Keep Groceries Affordable. Grow All Recycling. Support Michigan Jobs.
NO NEW GROCERY FEE
Stop HB 4904 & SB 453
Lawmakers are being asked to consider expensive new legislation that would slap families with costly new grocery fees. House Bill 4904 and Senate Bill 453 would expand the state’s bottle deposit law, raising prices for water, juice, and many other groceries.
The bills would create terrible unintended consequences.
Higher costs for Michiganders.
More fraud.
Lost jobs.
Hurts local recycling programs.
Michigan families can’t afford HB 4904 and SB 453.
The Keep Groceries Affordable Coalition is:
KEEP GROCERIES AFFORDABLE
Deposit law expansion will dramatically increase Michigan families’ grocery bills.
New fees on bottled water, juices, cooking ingredients and more couldn’t come at a worse time for Michiganders – forcing parents to make impossible choices and stretching limited dollars need to feed a family.
According to Moody's Analytics, families are paying $709 more per month than just 2 years ago for the same goods and services.
Consumers remain concerned about the cost of groceries and want ways to stretch their dollars –not ways that make them spend more upfront.
Residents across the state, including those in Flint, Detroit, Mount Clemens, Essexville, Benton Harbor, and Ludington, who rely on bottled water because of bad pipes or high costs, would be hardest hit.
MICHIGAN FAMILIES JUST CAN’T AFFORD HUGE GROCERY FEES FROM LANSING
GROW RECYCLING
According to the National Waste and Recycling Association, deposit laws remove the most valuable and commonly recycled containers from curbside recycling. That means traditional recycling is more costly and less effective.
The Michigan legislature passed landmark recycling legislation in 2022 to increase curbside recycling availability, improve the frequency of pickups, and boost local recycling efforts. We celebrate these efforts to increase convenience for recycling.
House Bill 4904 and Senate Bill 453 won’t help improve Michigan’s overall Recycling.
Michigan’s overall recycling rate is a dismal 21%, lagging far below other Great Lakes States (which don’t have a deposit law), and just a fraction of the national average. Recycling bottles and cans and using them to make new containers is important but it shouldn’t be at the expense of the 95% of waste not covered by a deposit law.
LET’S SUPPORT THESE EFFORTS, NOT UNDERMINE THEM!
SUPPORT MICHIGAN JOBS - STOP FRAUD
Michigan’s beverage and grocery industry create and support great union jobs.
In fact, 60% of the jobs in Michigan’s beverage industry alone are high-paying union jobs, but fraud in the deposit law system costs the state jobs.
Soft drink producers in Michigan lose $10 - $13 million annually from illegally transshipped soft drinks from non-deposit states. New water and grocery fees will drive that fraud through the roof – and high-paying jobs to our neighboring non-deposit states.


*Exercise prompt*
Please return all records verbatim, no pictures.

*Figure record extracts*
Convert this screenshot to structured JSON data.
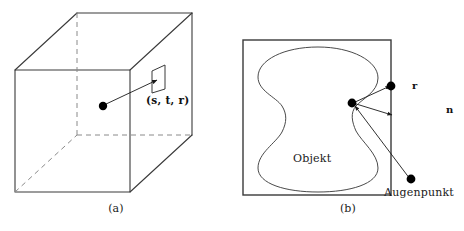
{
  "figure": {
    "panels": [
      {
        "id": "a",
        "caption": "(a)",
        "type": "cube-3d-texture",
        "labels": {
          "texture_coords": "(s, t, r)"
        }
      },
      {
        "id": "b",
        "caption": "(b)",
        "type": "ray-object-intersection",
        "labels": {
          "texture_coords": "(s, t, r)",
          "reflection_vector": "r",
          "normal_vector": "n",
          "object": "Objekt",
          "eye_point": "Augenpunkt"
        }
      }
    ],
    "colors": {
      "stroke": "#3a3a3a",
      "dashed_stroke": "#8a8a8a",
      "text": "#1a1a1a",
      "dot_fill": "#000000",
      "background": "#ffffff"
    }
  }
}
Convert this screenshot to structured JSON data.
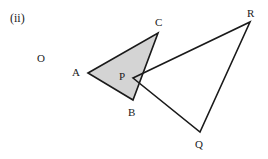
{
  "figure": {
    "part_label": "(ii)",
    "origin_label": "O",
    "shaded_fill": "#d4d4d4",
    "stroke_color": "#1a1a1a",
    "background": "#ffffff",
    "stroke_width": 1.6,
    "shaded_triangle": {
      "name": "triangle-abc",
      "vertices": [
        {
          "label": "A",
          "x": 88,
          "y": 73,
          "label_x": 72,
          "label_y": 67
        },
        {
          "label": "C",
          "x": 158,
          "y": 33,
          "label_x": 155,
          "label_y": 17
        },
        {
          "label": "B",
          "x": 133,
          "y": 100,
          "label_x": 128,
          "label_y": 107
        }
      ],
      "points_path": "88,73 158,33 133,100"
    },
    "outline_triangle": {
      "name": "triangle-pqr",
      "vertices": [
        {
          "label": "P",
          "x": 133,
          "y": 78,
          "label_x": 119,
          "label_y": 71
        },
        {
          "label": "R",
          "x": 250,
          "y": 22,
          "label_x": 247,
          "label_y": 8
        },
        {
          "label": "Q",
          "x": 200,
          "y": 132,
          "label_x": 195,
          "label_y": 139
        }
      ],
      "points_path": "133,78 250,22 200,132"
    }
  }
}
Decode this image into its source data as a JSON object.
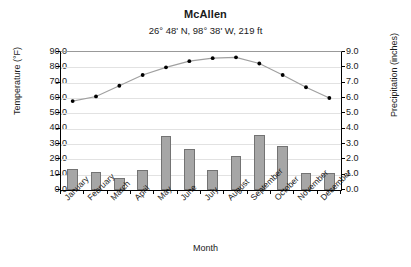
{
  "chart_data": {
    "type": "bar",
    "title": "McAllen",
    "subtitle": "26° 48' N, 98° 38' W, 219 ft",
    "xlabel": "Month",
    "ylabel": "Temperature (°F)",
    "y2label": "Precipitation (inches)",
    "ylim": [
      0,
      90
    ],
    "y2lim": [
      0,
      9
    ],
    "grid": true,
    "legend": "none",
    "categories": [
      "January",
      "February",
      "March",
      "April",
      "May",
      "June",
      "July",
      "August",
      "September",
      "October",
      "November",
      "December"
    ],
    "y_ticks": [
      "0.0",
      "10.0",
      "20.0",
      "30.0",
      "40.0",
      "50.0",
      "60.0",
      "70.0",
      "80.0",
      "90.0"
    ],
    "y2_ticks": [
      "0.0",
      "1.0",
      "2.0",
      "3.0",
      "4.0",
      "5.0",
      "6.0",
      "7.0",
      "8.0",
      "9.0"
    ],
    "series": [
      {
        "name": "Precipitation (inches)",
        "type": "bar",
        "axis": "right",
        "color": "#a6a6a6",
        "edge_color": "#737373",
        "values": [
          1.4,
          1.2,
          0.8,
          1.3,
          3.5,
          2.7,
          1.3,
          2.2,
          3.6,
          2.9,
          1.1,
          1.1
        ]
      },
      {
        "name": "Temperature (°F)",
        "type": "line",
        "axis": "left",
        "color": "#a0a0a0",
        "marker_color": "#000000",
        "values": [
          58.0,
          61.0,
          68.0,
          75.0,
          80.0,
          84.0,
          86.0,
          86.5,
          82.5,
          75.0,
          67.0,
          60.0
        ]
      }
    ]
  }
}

*Solved problem*
Convert this screenshot to structured JSON data.
{
  "figure": {
    "panels": [
      {
        "id": "a",
        "caption": "(a)",
        "type": "cube-3d-texture",
        "labels": {
          "texture_coords": "(s, t, r)"
        }
      },
      {
        "id": "b",
        "caption": "(b)",
        "type": "ray-object-intersection",
        "labels": {
          "texture_coords": "(s, t, r)",
          "reflection_vector": "r",
          "normal_vector": "n",
          "object": "Objekt",
          "eye_point": "Augenpunkt"
        }
      }
    ],
    "colors": {
      "stroke": "#3a3a3a",
      "dashed_stroke": "#8a8a8a",
      "text": "#1a1a1a",
      "dot_fill": "#000000",
      "background": "#ffffff"
    }
  }
}
Convert this screenshot to structured JSON data.
{
  "figure": {
    "part_label": "(ii)",
    "origin_label": "O",
    "shaded_fill": "#d4d4d4",
    "stroke_color": "#1a1a1a",
    "background": "#ffffff",
    "stroke_width": 1.6,
    "shaded_triangle": {
      "name": "triangle-abc",
      "vertices": [
        {
          "label": "A",
          "x": 88,
          "y": 73,
          "label_x": 72,
          "label_y": 67
        },
        {
          "label": "C",
          "x": 158,
          "y": 33,
          "label_x": 155,
          "label_y": 17
        },
        {
          "label": "B",
          "x": 133,
          "y": 100,
          "label_x": 128,
          "label_y": 107
        }
      ],
      "points_path": "88,73 158,33 133,100"
    },
    "outline_triangle": {
      "name": "triangle-pqr",
      "vertices": [
        {
          "label": "P",
          "x": 133,
          "y": 78,
          "label_x": 119,
          "label_y": 71
        },
        {
          "label": "R",
          "x": 250,
          "y": 22,
          "label_x": 247,
          "label_y": 8
        },
        {
          "label": "Q",
          "x": 200,
          "y": 132,
          "label_x": 195,
          "label_y": 139
        }
      ],
      "points_path": "133,78 250,22 200,132"
    }
  }
}
Decode this image into its source data as a JSON object.
{
  "chart_data": {
    "type": "bar",
    "title": "McAllen",
    "subtitle": "26° 48' N, 98° 38' W, 219 ft",
    "xlabel": "Month",
    "ylabel": "Temperature (°F)",
    "y2label": "Precipitation (inches)",
    "ylim": [
      0,
      90
    ],
    "y2lim": [
      0,
      9
    ],
    "grid": true,
    "legend": "none",
    "categories": [
      "January",
      "February",
      "March",
      "April",
      "May",
      "June",
      "July",
      "August",
      "September",
      "October",
      "November",
      "December"
    ],
    "y_ticks": [
      "0.0",
      "10.0",
      "20.0",
      "30.0",
      "40.0",
      "50.0",
      "60.0",
      "70.0",
      "80.0",
      "90.0"
    ],
    "y2_ticks": [
      "0.0",
      "1.0",
      "2.0",
      "3.0",
      "4.0",
      "5.0",
      "6.0",
      "7.0",
      "8.0",
      "9.0"
    ],
    "series": [
      {
        "name": "Precipitation (inches)",
        "type": "bar",
        "axis": "right",
        "color": "#a6a6a6",
        "edge_color": "#737373",
        "values": [
          1.4,
          1.2,
          0.8,
          1.3,
          3.5,
          2.7,
          1.3,
          2.2,
          3.6,
          2.9,
          1.1,
          1.1
        ]
      },
      {
        "name": "Temperature (°F)",
        "type": "line",
        "axis": "left",
        "color": "#a0a0a0",
        "marker_color": "#000000",
        "values": [
          58.0,
          61.0,
          68.0,
          75.0,
          80.0,
          84.0,
          86.0,
          86.5,
          82.5,
          75.0,
          67.0,
          60.0
        ]
      }
    ]
  }
}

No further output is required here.